In an intentionally out-of-character action, Evie cuts his name onto her forehead with a shard of glass and immediately attracts the attention of Casey and his manager, David Elliot (John Hawkes). For David, he sees Evie's stunt as a chance for Casey to finally gain recognition and press. For Casey, he suddenly detects the soulful connection between himself and Evie and is intrigued by her. For Evie, however, what she did to herself had nothing to do with Casey and everything to do with herself. It is her first step in showing everyone that she has what it takes to be a strong individual courageous enough to leave the safe, humdrum life she has so far led.

Based on the novel by Anne Tyler, "A Slipping-Down Life" proposes to be a small, character-driven slice-of-life, but the screenplay by Toni Kalem is too trite and uninteresting to service the wonderfully affecting performance from Lili Taylor (2003's "Casa de los Babys"). The writing is largely dreary, failing to mix its humor (little of which works) and drama into a satisfying whole. The plot begins to spin its wheels before the first hour is up, simultaneously introducing too many characters and developments even as nothing seems to be happening. Its languid pacing and repetitiveness suck all of the energy from the proceedings, and by the time the story wraps itself up, the viewer has long since stopped caring.

In a role that reminds of her quietly heartbreaking work in the easily superior 1991 drama, "Dogfight," Lili Taylor is stupendous as Evie Decker, a woman so unhappy, so obedient, and so tired with a life that is going nowhere that she takes extreme measures to come into her own as a person. In every frame one can palpably see the longing and frustration in Evie's eyes and body language, all of which is a credit to Taylor's rapturous, quirky presence. Unfortunately, even Evie's predicament gets lost somewhere along the way as too much time is spent dealing with the rest of the one-dimensional characters.

Drumstrings Casey, supposedly the key to unlocking Evie's internal suffocation, remains a cipher throughout when he should have been explored on a deeper level. Because he fails to grow beyond being a plot device, and his romance with Evie is, at most, threadbare in its conception, one never gets the sense that he has fallen in love with her. The part gets no help from Guy Pearce (2002's "The Time Machine"), who sings well but shows none of the depth he elicited in, say, 2000's "Memento." Supporting roles, like Sara Rue (2001's "Pearl Harbor," TV's "Less Than Perfect") as Evie's best friend, Violet; John Hawkes (2003's "Identity") as Casey's manager; and Irma P. Hall (2004's "The Ladykillers") as the Decker's forthright maid, show promise but are just as negligibly handled.

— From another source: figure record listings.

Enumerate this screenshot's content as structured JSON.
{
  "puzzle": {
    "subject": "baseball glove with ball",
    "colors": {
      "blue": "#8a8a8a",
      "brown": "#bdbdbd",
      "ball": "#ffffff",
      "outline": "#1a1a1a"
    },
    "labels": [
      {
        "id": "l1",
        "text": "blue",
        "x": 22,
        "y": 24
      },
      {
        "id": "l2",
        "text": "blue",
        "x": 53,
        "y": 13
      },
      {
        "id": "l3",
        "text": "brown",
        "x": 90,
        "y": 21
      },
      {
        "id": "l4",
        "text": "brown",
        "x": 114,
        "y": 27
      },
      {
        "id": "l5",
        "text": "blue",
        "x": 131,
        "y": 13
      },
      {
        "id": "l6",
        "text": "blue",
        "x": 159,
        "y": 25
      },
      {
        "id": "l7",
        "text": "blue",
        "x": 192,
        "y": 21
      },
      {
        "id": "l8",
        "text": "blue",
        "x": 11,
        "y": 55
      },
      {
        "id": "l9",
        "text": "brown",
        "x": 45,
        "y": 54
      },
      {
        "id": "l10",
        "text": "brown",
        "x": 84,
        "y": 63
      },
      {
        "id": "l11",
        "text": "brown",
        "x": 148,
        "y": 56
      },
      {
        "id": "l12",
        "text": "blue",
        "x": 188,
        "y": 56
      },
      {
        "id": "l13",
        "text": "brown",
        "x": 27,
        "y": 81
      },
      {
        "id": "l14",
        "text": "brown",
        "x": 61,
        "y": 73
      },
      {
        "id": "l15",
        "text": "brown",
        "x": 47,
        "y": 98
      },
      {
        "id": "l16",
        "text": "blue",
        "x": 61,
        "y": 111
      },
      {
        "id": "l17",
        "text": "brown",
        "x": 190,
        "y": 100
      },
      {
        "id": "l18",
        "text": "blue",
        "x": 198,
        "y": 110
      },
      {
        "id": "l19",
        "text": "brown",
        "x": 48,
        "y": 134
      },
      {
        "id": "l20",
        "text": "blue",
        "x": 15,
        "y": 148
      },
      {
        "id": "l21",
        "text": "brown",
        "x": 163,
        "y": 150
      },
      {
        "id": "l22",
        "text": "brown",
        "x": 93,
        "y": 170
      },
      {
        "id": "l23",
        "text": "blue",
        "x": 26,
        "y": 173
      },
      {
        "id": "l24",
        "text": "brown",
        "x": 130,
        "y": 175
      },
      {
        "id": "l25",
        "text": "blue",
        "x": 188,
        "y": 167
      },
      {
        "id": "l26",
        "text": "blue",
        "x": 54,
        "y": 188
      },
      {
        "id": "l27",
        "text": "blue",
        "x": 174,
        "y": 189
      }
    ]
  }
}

"A Slipping-Down Life," a title infinitely more provocative than the film that goes along with it, follows slightly drawn characters who do things that are a requirement of the plot rather than out of natural, believable human behavior. Because you can't believe in them, there is no way for Evie's journey to hold the emotional catharsis intended. Furthermore, the cinematography by Michael F. Barrow (1998's "I Woke Up Early the Day I Died") is flat and murky, and Toni Kalem's direction lacks spontaneity--catastrophes, indeed, since the film itself is supposed to be all about discovering the values and joy in one's life. "A Slipping-Down Life" wants to be more impacting and impassioned than it comes close to ever achieving. It is an ambitious motion picture, but didn't have the talent behind the camera or on the page to do it justice. Regrettably, bypassing theaters might not have been such a bad idea for this static novel-to-screen adaptation.